Thomas Insel, the director of the National Institute of Mental Health, told psychiatrists meeting in Washington this week that “itʼs quite possible that the suicides and psychiatric mortality of [the war in Iraq and Afghanistan] could trump the combat deaths.”

This echoes the Rand Corporation study last month that found that one in five women and men returning from this war experience post-traumatic stress disorder (PTSD) and only half seek treatment. Of those who do seek treatment, only half receive adequate care.

Major Michael Stover USMC
Wing Support Squadron 371

Major Michael D. Stover is one of two soldiers from Arizona to commit suicide while serving in Iraq. Stover was originally from Ohio, but made Arizona his home on and off throughout his twenty-six year career as a marine. In 2006, Stover was on his second deployment to Iraq, facing personal and professional anguish when he took his own life in Al Anbar province. Aaron talks to his brother, Al Stover, who also served in the military and is now piecing together the story of what drove his brother to commit suicide.

Matthew Friedman directs the Department of Veterans Affairsʼ National Center for Posttraumatic Stress Disorder.

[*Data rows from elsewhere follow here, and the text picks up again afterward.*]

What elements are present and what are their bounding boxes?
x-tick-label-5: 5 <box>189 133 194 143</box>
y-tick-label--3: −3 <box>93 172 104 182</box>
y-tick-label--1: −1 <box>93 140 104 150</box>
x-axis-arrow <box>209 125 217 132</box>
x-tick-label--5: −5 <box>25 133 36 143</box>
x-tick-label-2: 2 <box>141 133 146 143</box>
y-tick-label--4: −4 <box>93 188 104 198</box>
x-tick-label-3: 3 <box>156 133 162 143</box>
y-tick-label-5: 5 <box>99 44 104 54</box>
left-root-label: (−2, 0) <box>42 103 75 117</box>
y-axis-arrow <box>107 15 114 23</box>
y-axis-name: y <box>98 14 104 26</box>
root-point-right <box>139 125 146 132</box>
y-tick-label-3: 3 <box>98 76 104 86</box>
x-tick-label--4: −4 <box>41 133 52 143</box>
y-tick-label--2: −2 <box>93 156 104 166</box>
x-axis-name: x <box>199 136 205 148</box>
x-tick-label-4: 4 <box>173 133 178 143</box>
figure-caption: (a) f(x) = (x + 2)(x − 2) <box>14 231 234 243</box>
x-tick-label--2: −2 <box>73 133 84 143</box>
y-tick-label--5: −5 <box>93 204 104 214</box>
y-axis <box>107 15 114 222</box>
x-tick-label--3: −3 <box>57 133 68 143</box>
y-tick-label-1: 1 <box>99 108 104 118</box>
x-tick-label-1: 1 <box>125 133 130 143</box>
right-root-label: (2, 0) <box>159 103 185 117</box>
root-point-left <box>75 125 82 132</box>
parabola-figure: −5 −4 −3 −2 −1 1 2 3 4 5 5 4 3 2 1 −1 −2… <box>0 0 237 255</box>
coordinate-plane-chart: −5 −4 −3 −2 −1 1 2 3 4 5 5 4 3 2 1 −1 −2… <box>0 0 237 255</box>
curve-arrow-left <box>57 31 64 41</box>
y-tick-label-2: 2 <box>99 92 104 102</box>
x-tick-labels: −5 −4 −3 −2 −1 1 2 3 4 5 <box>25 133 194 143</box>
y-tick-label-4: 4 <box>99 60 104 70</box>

Matthew J.Friedman, M.D., Ph.D.
VAʼs National Center for PTSD

Paolo Soleri has a vision for how cities could be built. The operative word is “pedestrian,” but by that we donʼt mean ordinary; we mean a place thatʼs walkable. Soleri thinks any society based on the automobile is ultimately unsustainable. So, as you may have already guessed, heʼs not a big fan of urban sprawl.

Aaron visits Arcosanti, Soleriʼs “urban laboratory” in the Arizona desert to talk with the Italian-born architect about community and the built environment we inhabit.

Robert Bruegmann thinks sprawl is neither good nor bad: just inevitable. He reminds us the word “suburbia” comes to us from the Latin “beyond the walls” and thatʼs a hint that subrban sprawl has been a fact of city life for almost as long as humans have lived in cities.